Grief Progression

A friend sat down beside me Sunday before church and told me that she misses me. I knew, and so did she, that I haven’t missed any Sunday services. She meant something else, so I explained that it feels to me as though a buffer of gauze exists between me and the world. It’s that buffer that she senses. On Sunday it was 15 months to the day since my partner died. This gauze buffer is the current state of grief for me. My friend seemed to think it might be two years or more, so we surprised each other.

People are still offering advice about how to deal with grief. Some people think I’m going too slow; others, that I’m trying to go too fast. In truth, I’m not doing either but just being here, day to day, doing my work, tending to the dogs, and thinking constantly of how to deal with the aging cat.

I seek advice on the latter from God and from my departed partner and somehow the needed answers come. I’m not certain from Whom/whom, only that the answer has come from the Spirit world. And that’s enough.

       

Keep Going

A wonderful little book entitled Really Important Stuff My Dog Has Taught Me, by Cynthia L. Copeland, was among the last gifts I had given to my partner before her passing. The book is full of great photography featuring dogs, along with stories and bits of wisdom.

In reading through the book on Christmas Day, I came to this piece of instruction for life: “Keep going until you find your way home.” The story with the adage is about Mason, a terrier who found his way home despite two broken legs after a tornado hit his family’s home and carried him away.

Maybe getting carried off by a tornado isn’t so much different from finding yourself in grief or sudden loss. Like Mason, I am trying to find my way home. I mentioned to my spiritual director recently that one experience I’m having in dealing with the loss of my partner is I don’t know quite where I belong now. She pointed out that after many years of being a caregiver, I may be unsure who I am now that I no longer have the person I’d been caring for.

So my efforts to deal with grief are about trying to find my way home. I think Mason’s guidance is worth following: just keep going. And have faith that the right paths will open to lead where I need to go.

       

Ultimate Optimism

Can it be that the entire month of July slipped by without a post—actually six weeks? My life has been complicated by the loss of a very beloved pet, my Pomeranian Hillary, on July 1, and I have been coping (barely, apparently) ever since.

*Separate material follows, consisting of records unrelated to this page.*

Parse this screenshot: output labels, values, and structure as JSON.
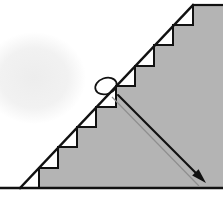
{
  "figure": {
    "canvas": {
      "width": 223,
      "height": 201,
      "background": "#ffffff"
    },
    "colors": {
      "fill_grey": "#b4b4b4",
      "stroke_black": "#111111",
      "line_light_grey": "#8f8f8f",
      "background_shadow": "#ededed",
      "white": "#ffffff"
    },
    "triangle": {
      "label": "right-triangle",
      "vertices": [
        {
          "name": "bottom-left",
          "x": 20,
          "y": 188
        },
        {
          "name": "bottom-right",
          "x": 223,
          "y": 188
        },
        {
          "name": "apex-top",
          "x": 193,
          "y": 5
        }
      ],
      "baseline": {
        "x1": 0,
        "y1": 188,
        "x2": 223,
        "y2": 188
      },
      "hypotenuse": {
        "x1": 20,
        "y1": 188,
        "x2": 193,
        "y2": 5
      }
    },
    "staircase": {
      "label": "staircase-steps",
      "step_count": 9,
      "notch_color": "#ffffff",
      "description": "White right-triangular notches between the straight hypotenuse and the stepped boundary",
      "steps": [
        {
          "index": 1,
          "tread_x1": 20,
          "tread_x2": 39,
          "tread_y": 188,
          "riser_x": 39,
          "riser_y1": 188,
          "riser_y2": 168
        },
        {
          "index": 2,
          "tread_x1": 39,
          "tread_x2": 58,
          "tread_y": 168,
          "riser_x": 58,
          "riser_y1": 168,
          "riser_y2": 147
        },
        {
          "index": 3,
          "tread_x1": 58,
          "tread_x2": 77,
          "tread_y": 147,
          "riser_x": 77,
          "riser_y1": 147,
          "riser_y2": 127
        },
        {
          "index": 4,
          "tread_x1": 77,
          "tread_x2": 96,
          "tread_y": 127,
          "riser_x": 96,
          "riser_y1": 127,
          "riser_y2": 107
        },
        {
          "index": 5,
          "tread_x1": 96,
          "tread_x2": 116,
          "tread_y": 107,
          "riser_x": 116,
          "riser_y1": 107,
          "riser_y2": 86
        },
        {
          "index": 6,
          "tread_x1": 116,
          "tread_x2": 135,
          "tread_y": 86,
          "riser_x": 135,
          "riser_y1": 86,
          "riser_y2": 66
        },
        {
          "index": 7,
          "tread_x1": 135,
          "tread_x2": 154,
          "tread_y": 66,
          "riser_x": 154,
          "riser_y1": 66,
          "riser_y2": 45
        },
        {
          "index": 8,
          "tread_x1": 154,
          "tread_x2": 173,
          "tread_y": 45,
          "riser_x": 173,
          "riser_y1": 45,
          "riser_y2": 25
        },
        {
          "index": 9,
          "tread_x1": 173,
          "tread_x2": 193,
          "tread_y": 25,
          "riser_x": 193,
          "riser_y1": 25,
          "riser_y2": 5
        }
      ]
    },
    "arc_loop": {
      "label": "small-ellipse-loop",
      "center_x": 106,
      "center_y": 86,
      "radius_x": 11,
      "radius_y": 8,
      "rotation_deg": -20,
      "stroke": "#111111"
    },
    "arrow": {
      "label": "radius-arrow",
      "x1": 118,
      "y1": 95,
      "x2": 206,
      "y2": 183,
      "head_length": 15,
      "head_width": 9,
      "stroke": "#111111",
      "stroke_width": 2.1
    },
    "light_line": {
      "label": "secondary-grey-line",
      "x1": 112,
      "y1": 97,
      "x2": 199,
      "y2": 186,
      "stroke": "#8f8f8f",
      "stroke_width": 1.2
    },
    "background_shadow": {
      "label": "background-soft-shadow",
      "center_x": 34,
      "center_y": 78,
      "radius_x": 52,
      "radius_y": 46,
      "color": "#ededed"
    }
  }
}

The fact that she died unexpectedly while I was holding her on my lap only added to the shock and sadness. On top of that, and certainly related, my partner has had a painful case of shingles that came on right after Hillary died and continues even now. So, my household has been a learning ground here lately!

In this context, I came across this quote from theologian Reinhold Niebuhr: “An adequate religion is always an ultimate optimism which has entertained all the facts which lead to pessimism.”

Typical of Niebuhr, there is a lot to chew on here. First, how often do we see “adequate” and “religion” juxtaposed! At the least, it forces me to consider whether my own religion is merely “adequate.” I don’t want to believe that I have a just-get-by religion that scarcely serves me when I’m against the wall. In some senses, I have been against the wall for the past six weeks, and I can report that my religion has been more than adequate.

But it is really the rest of the quote that most draws me. The thought is that in order to be adequate to its purpose, any belief system calling itself a religion must have considered every fact, every avenue that leads ordinary minds to pessimism, and instead it must lead the believer ultimately to optimism.

That’s a religion I will follow with my whole heart all the days of my life.